When the Financial Tail Wags the Corporate Dog
The financial sector’s size isn’t the only thing to consider as we watch our government take a page from Venezuela's President Hugo Chavez and blow wads of state money purchasing bank stocks and those "troubled assets." The influence of the financial sector on the behavior of the rest of the corporate economy is something that we take for granted -- it’s business as usual in America -- but in a time of crisis, a rethink of the entire financial order is imperative.
The modern system of finance developed during the progressive era -- from the late 1890s through the 1920s -- and its creation was heavily influenced by the prevailing anger at the power of the huge trusts. Dispersed ownership and new forms of finance -- through stocks, corporate bonds and other securities -- were seen as an antidote to the influence of the robber barons, that handful of dynastic families who controlled key sectors of the American economy.
Since then, the original function of the financial markets -- to link investors’ capital with innovative firms -- has been turned on its head. Today, corporate behavior is very much dictated by the markets -- quarterly earnings, stock prices and the like -- and not the other way around. That’s not a good thing.
Lawrence Mitchell, a professor of business law at George Washington University, notes in his book, The Speculation Economy, that a recent survey of CEOs running major American corporations revealed that almost 80 percent would have "at least moderately mutilated their businesses in order to meet [financial] analysts’ quarterly profit estimates."

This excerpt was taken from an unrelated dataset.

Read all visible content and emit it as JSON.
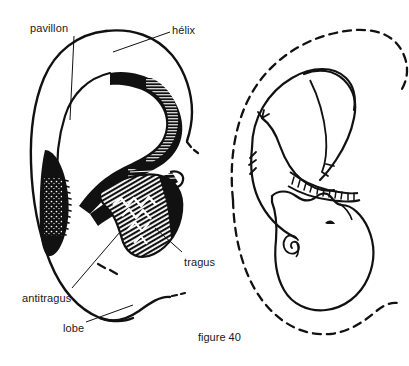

Cutting the budgets for research and development, advertising and maintenance and delaying hiring and new projects are some of the long-term harms they would readily inflict on their corporations. Why? Because in modern American corporate capitalism, the failure to meet quarterly numbers almost always guarantees a punishing hit to the corporation’s stock price.
See more stories tagged with: bailout, financial crisis
Joshua Holland is an AlterNet staff writer.